While Bloomberg canceled his predecessor's plans for new Mets and Yankee stadiums, decrying "corporate welfare," she writes, "In later, fatter years, he would relent and give city support to help build these two stadiums, plus another one in Brooklyn."

That's a rather potted history, since those plans, for example, included the takeover of a public park to build a new stadium for the Yankees, and Bloomberg quietly doubled the direct subsidy for the Brooklyn arena.

About the arena

She writes:
In Brooklyn, Bloomberg and his team supported the building of the Barclays Center, an arena that would eventually be attached to a business and residential complex. It was a classic development above and near a transit hub, but it drew plenty of opposition from old-line Brooklyn residents. They argued that the traffic on game days--it would be the home for the Brooklyn Nets--could suffocate the entire area. And there was widespread concern about one proposed design that looked like the upended half of a huge barrel before a new round of architects from SHoP created a giant bird's nest, as much sculpture as architecture. The Barclays Center also had plenty of government help (estimates ran to more than $2 billion in city and state benefits by 2008, four-plus years before it opened). Bloomberg was so pleased with the project and its prospects for giving the city another financial boost that he held his last State of the City speech at the arena.
Wait a sec. It was by no means merely a "classic development," but it represented the inside maneuvering of a locally powerful real-estate firm, which got the state to override city zoning, and to declare a gentrifying area blighted.

The "business" complex--originally four office towers around the arena, allowing the developer to promote "10,000 jobs"--soon became a mostly residential complex.

And while residents did warn about traffic on game days--remember, lots of New Jersey fans of the Nets were once expected to drive--the "widespread concern" (among the chattering class?) about the "airplane hangar" design was far less than the concern over the project's unsavory conception and process.

There's no mention of Bloomberg's support for the Atlantic Yards Community Benefits Agreement, a type of deal he later denounced.
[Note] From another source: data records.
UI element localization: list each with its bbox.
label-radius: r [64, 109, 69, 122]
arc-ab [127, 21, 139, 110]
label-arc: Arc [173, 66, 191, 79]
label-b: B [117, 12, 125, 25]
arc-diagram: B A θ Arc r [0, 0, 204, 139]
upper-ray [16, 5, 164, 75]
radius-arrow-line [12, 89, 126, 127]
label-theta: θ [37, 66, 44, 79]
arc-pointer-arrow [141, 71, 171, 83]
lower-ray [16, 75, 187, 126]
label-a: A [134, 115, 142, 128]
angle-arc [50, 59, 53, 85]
Also, I don't think he held his State of the City address at Barclays because of its prospect for a financial boost--after all, there's been little evidence of that--but rather because the new arena was an edifice for which he could claim credit.

What about those $2 billion in city and state benefits? That came from project critic Michael White in the New York Post, a calculation I found useful but also debatable. Randolph makes no effort to grapple with the number, which if valid in whole or even in part, casts huge doubt on the rationale for the project.
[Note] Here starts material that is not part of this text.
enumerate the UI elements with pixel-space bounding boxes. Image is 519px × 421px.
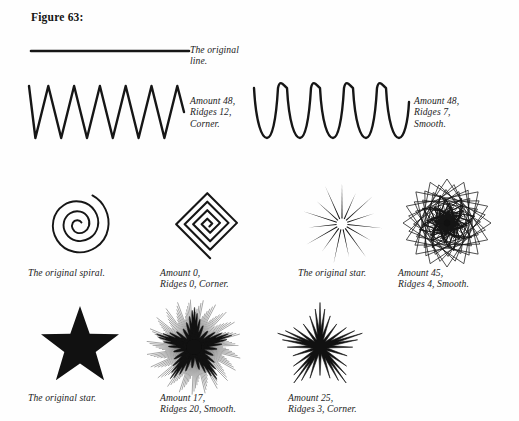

An alternate framing ignored

It's disappointing that Randolph cites in her bibliography Julian Brash's illuminating 2011 book Bloomberg's New York: Class and Governance in the Luxury City, but otherwise ignores it in her analysis.

From that book's description:
He describes the mayor's attitude toward governance as the Bloomberg Way-a philosophy that holds up the mayor as CEO, government as a private corporation, desirable residents and businesses as customers and clients, and the city itself as a product to be branded and marketed as a luxury good.
Commonly represented as pragmatic and nonideological, the Bloomberg Way, Brash argues, is in fact an ambitious reformulation of neoliberal governance that advances specific class interests. He considers the implications of this in a blow-by-blow account of the debate over the Hudson Yards plan, which aimed to transform Manhattan's far west side into the city's next great high-end district.
Given what we now know about Hudson Yards, Brash's framing seems prescient.